Sheer exhaustion allowed Hudson to sleep through flares lighting the night sky at least as brightly as daylight. The Marines’ nighttime schedule of sleeping one hour at a time may almost have been worse than not sleeping, but few people understood sleep cycles then. Several hours in a foxhole of alternating an hour of sleep with an hour of watching would leave Marines under the impression they were awake and ready for battle in the morn­ing, but in reality, their physical fatigue had been adding up every day, for two weeks so far. Not to mention the mental and emotional fatigue of combat.

The fatigue of combat included the stress of not knowing what would happen next, seeing the devastation of the battle, and experiencing horror in many forms, including seeing separated parts of the human body. All this would be stressful enough without the overarching terror of wondering when his own turn would come.

Knowledge of how to handle combat was irrelevant to a Marine too exhausted to respond to what was happening. Hudson felt he was overloaded, running on empty, like a train going uphill with no fuel. His idea of paradise became six solid hours of sleep.

 

The interruptions were probably cutting off his sleep before he reached the REM (rapid eye movement) stage. Lack of REM sleep diminishes the ability to think, learn, remember, and perform; not a good set of abilities to lose in combat.

 

With maybe ten to eleven hours of dark, Hudson should have received four to five hours of sleep, one hour at a time, if things worked out according to plan.

But things usually worked out otherwise. 

After two weeks, Marines who had landed in top fighting condition could hardly stay awake.

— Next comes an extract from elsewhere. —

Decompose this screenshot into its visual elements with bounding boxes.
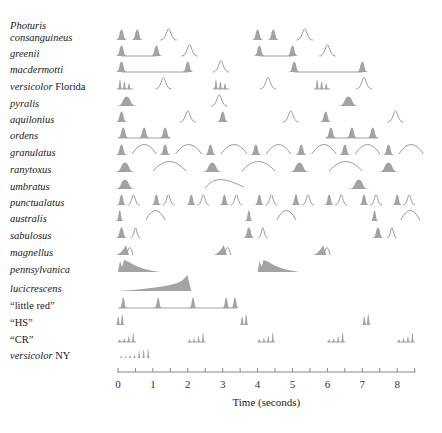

What was supposed to be a quick sprint across the island had become a marathon—and, in this battle, even alert men found it hard to stay alive.

Captain Fred Haynes commented on what an ongoing loss of sleep did to tough Marines on the front lines; hollow-eyed, they had lost a lot of weight, and their head movements were not lined up with their eye movements. It was obvious they couldn't go on this way.

Excerpts are from Fighting the Unbeatable Foe: Iwo Jima and Los Alamos, now republished as a 75th anniversary edition in paperback and Kindle.